Mr. Rhue is known to be a reclusive author who only makes public appearances for a few weeks every other year when a new book of his is published in Germany. When he does come out in public, he is featured on TV and radio, in newspapers and magazines, and draws hundreds of fans who come to hear him read in bookstores.






Other popular books by Mr. Rhue are Ich Knall Euch Ab!, Asphalt Tribe, and Boot Camp. Most recently, he toured the country to promote his newest book, Ghetto Kidz.

Some people have remarked on the remarkable physical similarity between Mr. Rhue and the American author Todd Strasser.



Mr. Bill says, "No way. Morton Rhue is much better looking."


Friday, October 24, 2008

Bob Dylan

Young people often ask who inspired you to become a writer, or influenced you early in your so-called career. You are always reluctant to tell them that Bob Dylan was a tremendous influence (not just on you, but on much of your generation, as well as on several generations to follow). Your reluctance stems from the feeling that the Bob Dylan young people think of today is not the same person you’re referring to.

Your memory of the 1960s is a bit hazy (as per the old nugget, “If you remember it, you weren’t there.”) But somewhere around 1967 you discovered Bob Dylan’s album, Blonde on Blonde, which had been released the previous year. Several of the tracks (“I Want You” and “Just Like A Woman”) had become radio hits, but you were mesmerized by “Visions of Johanna” and endlessly amused by “Stuck Inside of Mobile With the Memphis Blues Again.” You’d never heard lyrics like these before, so absurdly visual and at the same time ringing with what you imagined to be authenticity, uncanny wisdom, and truth.

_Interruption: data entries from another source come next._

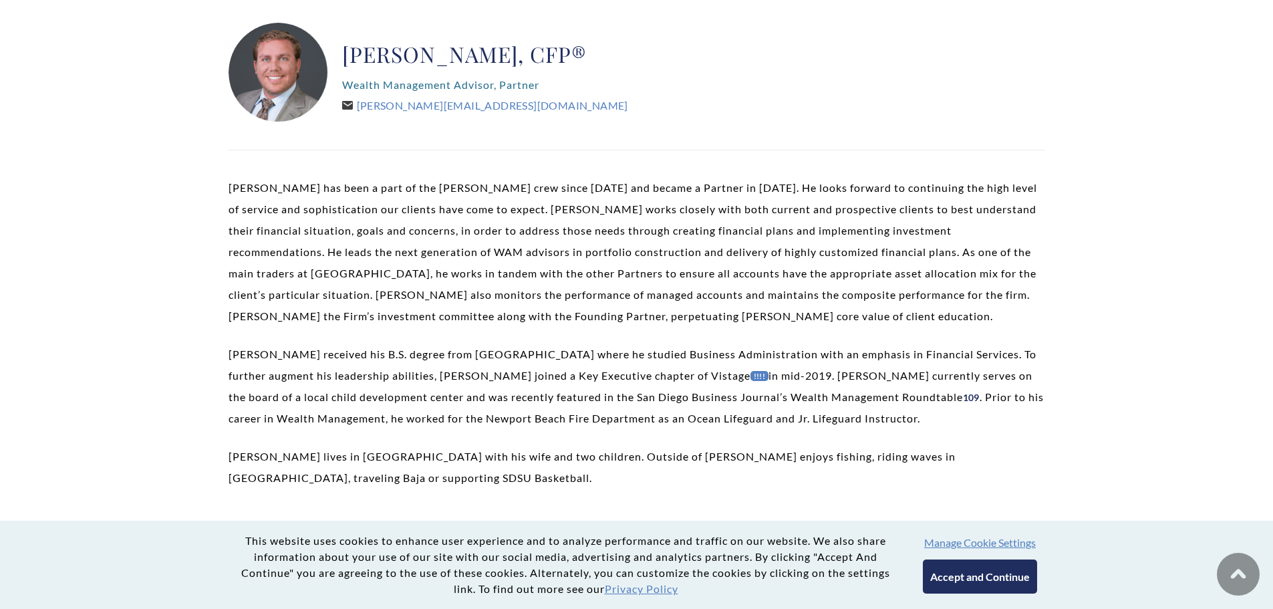 This screenshot has height=609, width=1273. What do you see at coordinates (980, 542) in the screenshot?
I see `button: Manage Cookie Settings` at bounding box center [980, 542].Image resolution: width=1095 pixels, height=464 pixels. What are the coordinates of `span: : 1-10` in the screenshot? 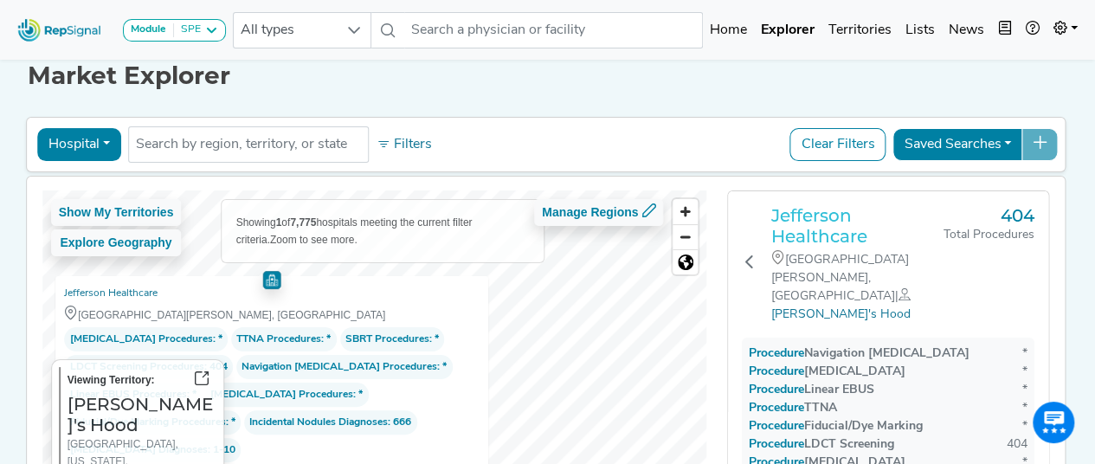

Each day after school you would sit on the Naugahyde couch in your white-washed wood-paneled den and listen to the record on your parent’s mono record player. You bought a harmonica and tried to play along (later you would pick the great blues harpist Paul Butterfield as a better model). You sensed, on some instinctive level, that you were listening to something remarkable, even if you couldn’t always figure out what Dylan meant. Soon you were the proud owner of his other two “electric” albums, “Highway 61 Revisited,” and “Bringing It All Back Home,” as well as albums by Judy Collins and The Byrds, who, along with Jimi Hendrix’s fabulous “All Along The Watchtower,” performed the best Dylan covers (in your humble opinion).

For you, Dylan’s alleged motorcycle “accident” was a personal tragedy. The artist who released John Wesley Harding a year and a half later seemed to be someone else, and you mourned the loss. For many years you would say that the Bob Dylan you knew had died in that crash (which Dylanologists doubt actually happened). But recently you’ve begun to imagine that you understand why he did what he did. Dylan started as a writer and singer of folk and protest songs. In fairly short order he wrote some of the greatest protest songs ever. Perhaps he sensed that he couldn’t top himself. Perhaps he was bored with that form. Perhaps he was fearful of becoming stale and repetitious. So he moved on to the more personal and idiosyncratic songs of his “electric period.” It’s only lately that you’ve begun to appreciate how amazingly brave (brazen?) this move was – utterly alienating his enormous “folksy” fan base (they booed him off the stage at the all-important Newport Folk Festival) to move into an area of music where, for all he knew, he might fail miserably (at least I assume he did not have a crystal ball predicting the future).

How many successful stars today would be willing to take such a risk and put their entire career in jeopardy for the sake of their “art?”? So perhaps that also explains the transition that followed the “electric” period. Is it possible that in the space of those three albums, he explored as much as he could, or cared to, explore? And felt he had no choice but to move on again?

All you know is that even today his songs and music remain an inexorable part of your life. And you are thankful for what he gave the world (and delighted that “the world” deemed it important to award him a special Pulitzer citation.)